Wednesday, April 22, 2020

Have Faith

One of the interesting things about the actions that state governments are currently undertaking is the degree to which they rely on people having faith in them. For instance when Governor Inslee says "that health modeling will play a role in guiding decisions about lifting Washington's current emergency restrictions," there's no detail on what that actually means. What the models need to show, and for how long, et cetera is effectively a mystery.

So what remains to be seen is how well governments can maintain, live up to and potentially repay faith that is placed in them. The partisan aspect to this is already in play. While it would be a stretch (or simply inaccurate) to say that everyone who shows a certain level of suspicion in Governor Inslee is a Republican, or that all Republicans distrust him, the partisan divide is making itself know. And so is a general distrust of government. Conspiracy theories were rife from the start, but now there are more voices claiming that the "emergency restrictions" are simply a power grab, and concerns that today's emergency measures are tomorrow's status quo have been borne out time and again.

Former Washington Attorney General Rob McKenna believes that governors have clear discretion to suspend the Constitutional rights of the public in cases "where the need is significant enough; when there's is a dire threat to the public." What tends to be lacking is any objective measures of significance of need or direness of threat; and for many people, this lack of objectivity is effectively a giant loophole. How does a government convince people that it will only use broad discretion in ways that a person finds appropriate?

In the end, it's unlikely that there will ever be enough generally-available information to adequately assess whether the response was justified by the situation. In the absence of controlled experimentation or broad differences in otherwise similar situations, this is usually the case. Therefore, this is going to remain a matter of faith, and thus if argument, as faith rarely provide the facts that a neutral starting place for a debate needs.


* [Task]:
Images are to be omitted, and the rest of the records reproduced exactly.

-------- Data supplied

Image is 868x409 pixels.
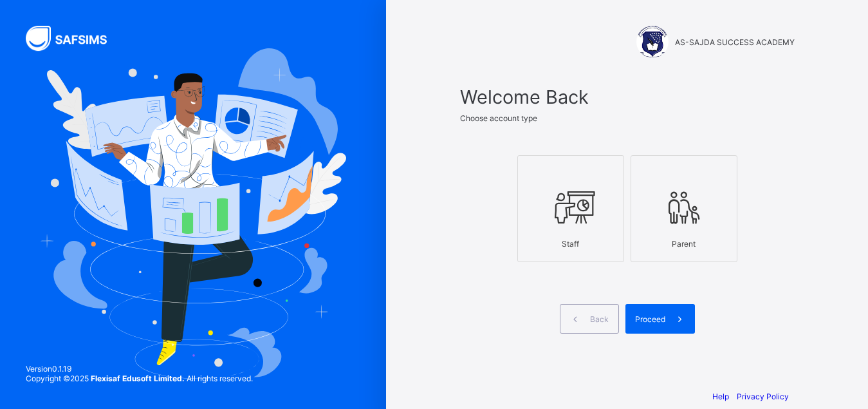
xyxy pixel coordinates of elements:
a: Privacy Policy [737,392,789,402]
span: Copyright © 2025 All rights reserved. [26,374,253,383]
div: Staff [524,232,618,255]
span: Version 0.1.19 [26,364,253,374]
strong: Flexisaf Edusoft Limited. [91,374,185,383]
div: Parent [637,232,731,255]
span: Choose account type [460,113,538,123]
a: Help [712,392,729,402]
span: Welcome Back [460,86,795,108]
img: SAFSIMS Logo [26,26,122,51]
span: AS-SAJDA SUCCESS ACADEMY [675,37,795,47]
span: Back [590,314,609,324]
span: Proceed [635,314,666,324]
img: Hero Image [40,48,346,378]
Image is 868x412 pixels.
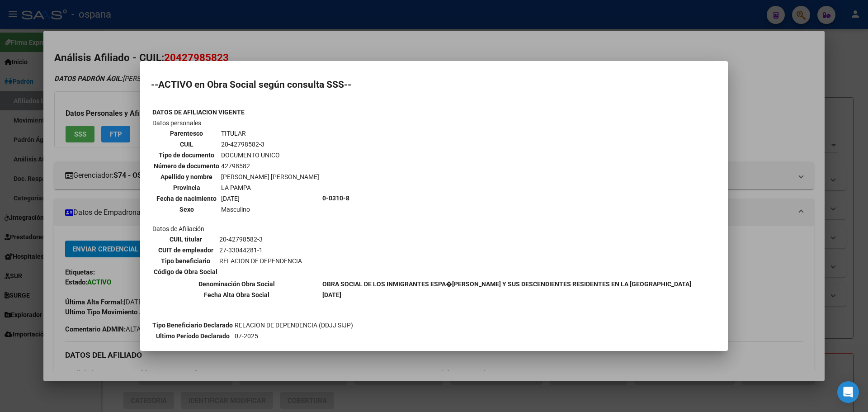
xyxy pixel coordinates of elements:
[153,161,220,171] th: Número de documento
[153,139,220,149] th: CUIL
[153,128,220,138] th: Parentesco
[221,161,320,171] td: 42798582
[234,320,613,330] td: RELACION DE DEPENDENCIA (DDJJ SIJP)
[153,245,218,255] th: CUIT de empleador
[322,194,349,202] b: 0-0310-8
[837,381,858,403] div: Open Intercom Messenger
[153,205,220,214] th: Sexo
[221,193,320,203] td: [DATE]
[221,205,320,214] td: Masculino
[152,279,321,289] th: Denominación Obra Social
[221,128,320,138] td: TITULAR
[221,139,320,149] td: 20-42798582-3
[152,108,244,116] b: DATOS DE AFILIACION VIGENTE
[234,331,613,341] td: 07-2025
[219,234,302,244] td: 20-42798582-3
[152,331,233,341] th: Ultimo Período Declarado
[151,80,717,89] h2: --ACTIVO en Obra Social según consulta SSS--
[153,150,220,160] th: Tipo de documento
[152,320,233,330] th: Tipo Beneficiario Declarado
[152,290,321,300] th: Fecha Alta Obra Social
[221,183,320,193] td: LA PAMPA
[153,256,218,266] th: Tipo beneficiario
[219,256,302,266] td: RELACION DE DEPENDENCIA
[152,118,321,278] td: Datos personales Datos de Afiliación
[221,172,320,182] td: [PERSON_NAME] [PERSON_NAME]
[153,183,220,193] th: Provincia
[153,267,218,277] th: Código de Obra Social
[221,150,320,160] td: DOCUMENTO UNICO
[322,291,341,298] b: [DATE]
[322,280,691,288] b: OBRA SOCIAL DE LOS INMIGRANTES ESPA�[PERSON_NAME] Y SUS DESCENDIENTES RESIDENTES EN LA [GEOGRAPHI...
[153,172,220,182] th: Apellido y nombre
[153,234,218,244] th: CUIL titular
[219,245,302,255] td: 27-33044281-1
[153,193,220,203] th: Fecha de nacimiento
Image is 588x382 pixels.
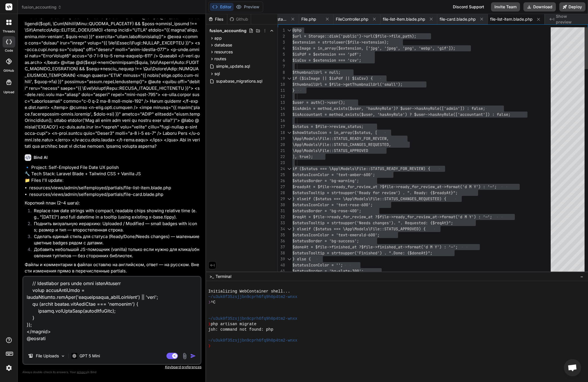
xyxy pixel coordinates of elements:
label: GitHub [4,68,14,73]
span: FileController.php [336,16,369,22]
div: 13 [278,99,285,105]
span: File.php [302,16,316,22]
span: \App\Models\File::STATUS_APPROVED [292,148,368,153]
div: Files [206,16,227,22]
span: _FOR_REVIEW) { [398,166,430,171]
span: ], true); [292,154,313,159]
span: Terminal [216,273,231,279]
span: $url = Storage::disk('public')->url($file->fil [292,34,398,39]
div: 20 [278,141,285,148]
span: ~/u3uk0f35zsjjbn9cprh6fq9h0p4tm2-wnxx [208,294,297,299]
div: 37 [278,244,285,250]
button: Download [524,2,556,11]
div: 4 [278,45,285,51]
span: ~/u3uk0f35zsjjbn9cprh6fq9h0p4tm2-wnxx [208,316,297,321]
button: Invite Team [491,2,520,11]
div: Click to collapse the range. [286,256,293,262]
span: , 'png', 'webp', 'gif']); [398,46,456,51]
span: all'); [389,82,403,87]
span: \App\Models\File::STATUS_CHANGES_REQUESTED, [292,142,391,147]
label: Upload [4,90,14,94]
span: . ". Requested: {$reqAt}"; [393,220,453,225]
span: resources [214,49,233,55]
div: 25 [278,172,285,178]
span: privacy [77,370,87,374]
div: 27 [278,184,285,190]
div: 19 [278,136,285,141]
span: supabase_migrations.sql [216,78,263,84]
div: 35 [278,232,285,238]
li: Добавить небольшой JS-помощник (vanilla) только если нужно для клика/обновления тултипов — без ст... [29,246,200,259]
div: 39 [278,256,285,262]
span: $readyAt = $file->ready_for_review_at ? [292,184,382,189]
div: 6 [278,58,285,63]
span: file-list-item.blade.php [383,16,425,22]
span: − [580,273,583,279]
div: Click to collapse the range. [286,27,293,33]
span: simple_update.sql [216,63,250,70]
span: $thumbnailUrl = null; [292,70,341,75]
div: Click to collapse the range. [286,226,293,232]
span: php artisan migrate [211,321,256,327]
div: 5 [278,51,285,58]
span: $isCsv = $extension === 'csv'; [292,58,361,63]
span: $thumbnailUrl = $file->getThumbnailUrl('sm [292,82,389,87]
span: app [214,35,222,41]
div: 3 [278,39,285,45]
button: Deploy [559,2,586,11]
span: $isPdf = $extension === 'pdf'; [292,52,361,57]
span: w') . ". Ready: {$readyAt}"; [393,190,458,195]
div: 15 [278,111,285,118]
button: Editor [210,3,233,11]
span: } elseif ($status === \App\Models\File::STATUS [292,226,398,231]
div: 29 [278,196,285,202]
span: fusion_accounting [210,28,247,34]
span: ~/u3uk0f35zsjjbn9cprh6fq9h0p4tm2-wnxx [208,338,297,343]
div: 31 [278,208,285,214]
div: 11 [278,88,285,94]
span: routes [214,56,226,62]
p: 🔹 Project: Self-Employed File Date UX polish 🔧 Tech Stack: Laravel Blade + Tailwind CSS + Vanilla... [25,164,200,184]
div: 22 [278,154,285,160]
div: 33 [278,220,285,226]
div: 24 [278,166,285,172]
p: File Uploads [36,353,59,359]
div: 8 [278,69,285,75]
div: 32 [278,214,285,220]
span: $statusBorder = 'bg-slate-300'; [292,268,364,273]
div: 26 [278,178,285,184]
span: $extension = strtolower($file->extension); [292,40,389,45]
span: } else { [292,256,311,262]
span: $statusTooltip = strtoupper('Finished') . ". [292,250,393,256]
span: $statusTooltip = strtoupper('Needs changes') [292,220,393,225]
div: 30 [278,202,285,208]
span: database [214,42,232,48]
span: e_path); [398,34,417,39]
span: ❯ [208,299,211,305]
span: $file->finished_at->format('d M Y') : '—'; [361,244,458,250]
span: } [292,88,295,93]
span: Done: {$doneAt}"; [393,250,433,256]
img: Pick Models [61,354,65,358]
div: 2 [278,33,285,39]
div: 1 [278,27,285,33]
p: Короткий план (2–4 шага): [25,200,200,206]
span: $isImage = in_array($extension, ['jpg', 'jpeg' [292,46,398,51]
h6: Bind AI [34,155,48,160]
span: $statusIconColor = 'text-emerald-600'; [292,232,380,237]
div: 10 [278,81,285,88]
img: GPT 5 Mini [71,353,77,358]
div: 40 [278,262,285,268]
span: >_ [210,273,214,279]
span: $reqAt = $file->ready_for_review_at ? [292,214,377,220]
span: $statusIconColor = 'text-amber-600'; [292,172,375,177]
span: $statusBorder = 'bg-success'; [292,238,359,243]
div: 12 [278,94,285,99]
span: $statusBorder = 'bg-rose-400'; [292,208,361,213]
span: file-list-item.blade.php [490,16,533,22]
div: 9 [278,75,285,81]
div: 41 [278,268,285,274]
img: settings [4,363,14,373]
div: 21 [278,148,285,154]
span: $statusIconColor = 'text-rose-600'; [292,202,373,207]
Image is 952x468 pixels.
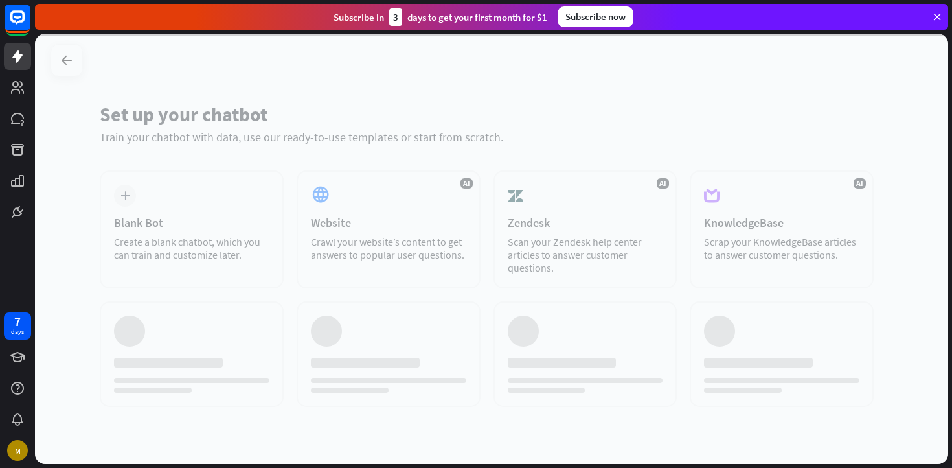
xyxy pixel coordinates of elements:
[333,8,547,26] div: Subscribe in days to get your first month for $1
[389,8,402,26] div: 3
[4,312,31,339] a: 7 days
[558,6,633,27] div: Subscribe now
[11,327,24,336] div: days
[7,440,28,460] div: M
[14,315,21,327] div: 7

----------------

* [Solved problem]:
Image is 868x409 pixels.
xyxy pixel coordinates of elements:
a: Privacy Policy [737,392,789,402]
span: Copyright © 2025 All rights reserved. [26,374,253,383]
div: Staff [524,232,618,255]
span: Version 0.1.19 [26,364,253,374]
strong: Flexisaf Edusoft Limited. [91,374,185,383]
div: Parent [637,232,731,255]
span: Choose account type [460,113,538,123]
a: Help [712,392,729,402]
span: Welcome Back [460,86,795,108]
img: SAFSIMS Logo [26,26,122,51]
span: AS-SAJDA SUCCESS ACADEMY [675,37,795,47]
span: Back [590,314,609,324]
span: Proceed [635,314,666,324]
img: Hero Image [40,48,346,378]
Image is 868x412 pixels.
xyxy pixel coordinates of elements:
[153,161,220,171] th: Número de documento
[153,139,220,149] th: CUIL
[153,128,220,138] th: Parentesco
[221,161,320,171] td: 42798582
[234,320,613,330] td: RELACION DE DEPENDENCIA (DDJJ SIJP)
[153,245,218,255] th: CUIT de empleador
[322,194,349,202] b: 0-0310-8
[837,381,858,403] div: Open Intercom Messenger
[153,205,220,214] th: Sexo
[221,193,320,203] td: [DATE]
[221,205,320,214] td: Masculino
[152,279,321,289] th: Denominación Obra Social
[221,128,320,138] td: TITULAR
[221,139,320,149] td: 20-42798582-3
[152,108,244,116] b: DATOS DE AFILIACION VIGENTE
[234,331,613,341] td: 07-2025
[219,234,302,244] td: 20-42798582-3
[152,331,233,341] th: Ultimo Período Declarado
[151,80,717,89] h2: --ACTIVO en Obra Social según consulta SSS--
[153,150,220,160] th: Tipo de documento
[152,320,233,330] th: Tipo Beneficiario Declarado
[152,290,321,300] th: Fecha Alta Obra Social
[221,183,320,193] td: LA PAMPA
[153,256,218,266] th: Tipo beneficiario
[219,256,302,266] td: RELACION DE DEPENDENCIA
[152,118,321,278] td: Datos personales Datos de Afiliación
[221,172,320,182] td: [PERSON_NAME] [PERSON_NAME]
[153,183,220,193] th: Provincia
[153,267,218,277] th: Código de Obra Social
[221,150,320,160] td: DOCUMENTO UNICO
[322,291,341,298] b: [DATE]
[322,280,691,288] b: OBRA SOCIAL DE LOS INMIGRANTES ESPA�[PERSON_NAME] Y SUS DESCENDIENTES RESIDENTES EN LA [GEOGRAPHI...
[153,172,220,182] th: Apellido y nombre
[153,234,218,244] th: CUIL titular
[219,245,302,255] td: 27-33044281-1
[153,193,220,203] th: Fecha de nacimiento
Image is 588x382 pixels.
xyxy pixel coordinates of elements:
label: GitHub [4,68,14,73]
span: FileController.php [336,16,369,22]
div: 13 [278,99,285,105]
span: File.php [302,16,316,22]
span: \App\Models\File::STATUS_APPROVED [292,148,368,153]
div: Files [206,16,227,22]
span: _FOR_REVIEW) { [398,166,430,171]
span: ], true); [292,154,313,159]
span: Terminal [216,273,231,279]
span: $url = Storage::disk('public')->url($file->fil [292,34,398,39]
div: 20 [278,141,285,148]
span: ~/u3uk0f35zsjjbn9cprh6fq9h0p4tm2-wnxx [208,294,297,299]
div: 37 [278,244,285,250]
button: Download [524,2,556,11]
div: 4 [278,45,285,51]
span: ~/u3uk0f35zsjjbn9cprh6fq9h0p4tm2-wnxx [208,316,297,321]
button: Invite Team [491,2,520,11]
div: Click to collapse the range. [286,256,293,262]
span: , 'png', 'webp', 'gif']); [398,46,456,51]
span: all'); [389,82,403,87]
span: \App\Models\File::STATUS_CHANGES_REQUESTED, [292,142,391,147]
label: Upload [4,90,14,94]
span: . ". Requested: {$reqAt}"; [393,220,453,225]
span: resources [214,49,233,55]
div: 25 [278,172,285,178]
span: privacy [77,370,87,374]
div: 27 [278,184,285,190]
div: 19 [278,136,285,141]
span: supabase_migrations.sql [216,78,263,84]
div: 35 [278,232,285,238]
li: Добавить небольшой JS-помощник (vanilla) только если нужно для клика/обновления тултипов — без ст... [29,246,200,259]
div: 39 [278,256,285,262]
span: $readyAt = $file->ready_for_review_at ? [292,184,382,189]
div: 6 [278,58,285,63]
span: file-list-item.blade.php [383,16,425,22]
span: − [580,273,583,279]
div: Click to collapse the range. [286,27,293,33]
span: simple_update.sql [216,63,250,70]
span: $thumbnailUrl = null; [292,70,341,75]
div: Click to collapse the range. [286,226,293,232]
span: php artisan migrate [211,321,256,327]
div: 5 [278,51,285,58]
span: $isCsv = $extension === 'csv'; [292,58,361,63]
span: $thumbnailUrl = $file->getThumbnailUrl('sm [292,82,389,87]
span: app [214,35,222,41]
div: 3 [278,39,285,45]
button: Deploy [559,2,586,11]
span: $isPdf = $extension === 'pdf'; [292,52,361,57]
span: w') . ". Ready: {$readyAt}"; [393,190,458,195]
div: 15 [278,111,285,118]
button: Editor [210,3,233,11]
span: } elseif ($status === \App\Models\File::STATUS [292,226,398,231]
div: 29 [278,196,285,202]
span: fusion_accounting [210,28,247,34]
span: ~/u3uk0f35zsjjbn9cprh6fq9h0p4tm2-wnxx [208,338,297,343]
div: 31 [278,208,285,214]
div: 11 [278,88,285,94]
span: routes [214,56,226,62]
p: 🔹 Project: Self-Employed File Date UX polish 🔧 Tech Stack: Laravel Blade + Tailwind CSS + Vanilla... [25,164,200,184]
div: 22 [278,154,285,160]
div: 33 [278,220,285,226]
div: 24 [278,166,285,172]
p: File Uploads [36,353,59,359]
div: 8 [278,69,285,75]
div: 32 [278,214,285,220]
span: $statusBorder = 'bg-slate-300'; [292,268,364,273]
div: 26 [278,178,285,184]
span: $extension = strtolower($file->extension); [292,40,389,45]
span: } else { [292,256,311,262]
span: $statusTooltip = strtoupper('Finished') . ". [292,250,393,256]
span: $statusTooltip = strtoupper('Needs changes') [292,220,393,225]
div: 30 [278,202,285,208]
span: database [214,42,232,48]
span: e_path); [398,34,417,39]
span: ❯ [208,299,211,305]
span: $file->finished_at->format('d M Y') : '—'; [361,244,458,250]
span: } [292,88,295,93]
span: Done: {$doneAt}"; [393,250,433,256]
img: Pick Models [61,354,65,358]
div: 2 [278,33,285,39]
div: 1 [278,27,285,33]
p: Короткий план (2–4 шага): [25,200,200,206]
span: $isImage = in_array($extension, ['jpg', 'jpeg' [292,46,398,51]
h6: Bind AI [34,155,48,160]
span: $statusIconColor = 'text-emerald-600'; [292,232,380,237]
div: 10 [278,81,285,88]
img: GPT 5 Mini [71,353,77,358]
div: 40 [278,262,285,268]
span: >_ [210,273,214,279]
span: $reqAt = $file->ready_for_review_at ? [292,214,377,220]
span: $statusIconColor = 'text-amber-600'; [292,172,375,177]
span: $statusBorder = 'bg-success'; [292,238,359,243]
div: 12 [278,94,285,99]
span: $statusBorder = 'bg-rose-400'; [292,208,361,213]
span: file-list-item.blade.php [490,16,533,22]
div: 9 [278,75,285,81]
div: 41 [278,268,285,274]
img: settings [4,363,14,373]
div: 21 [278,148,285,154]
span: $statusIconColor = 'text-rose-600'; [292,202,373,207]
Image is 952x468 pixels.
xyxy pixel coordinates of elements:
[333,8,547,26] div: Subscribe in days to get your first month for $1
[389,8,402,26] div: 3
[4,312,31,339] a: 7 days
[558,6,633,27] div: Subscribe now
[11,327,24,336] div: days
[7,440,28,460] div: M
[14,315,21,327] div: 7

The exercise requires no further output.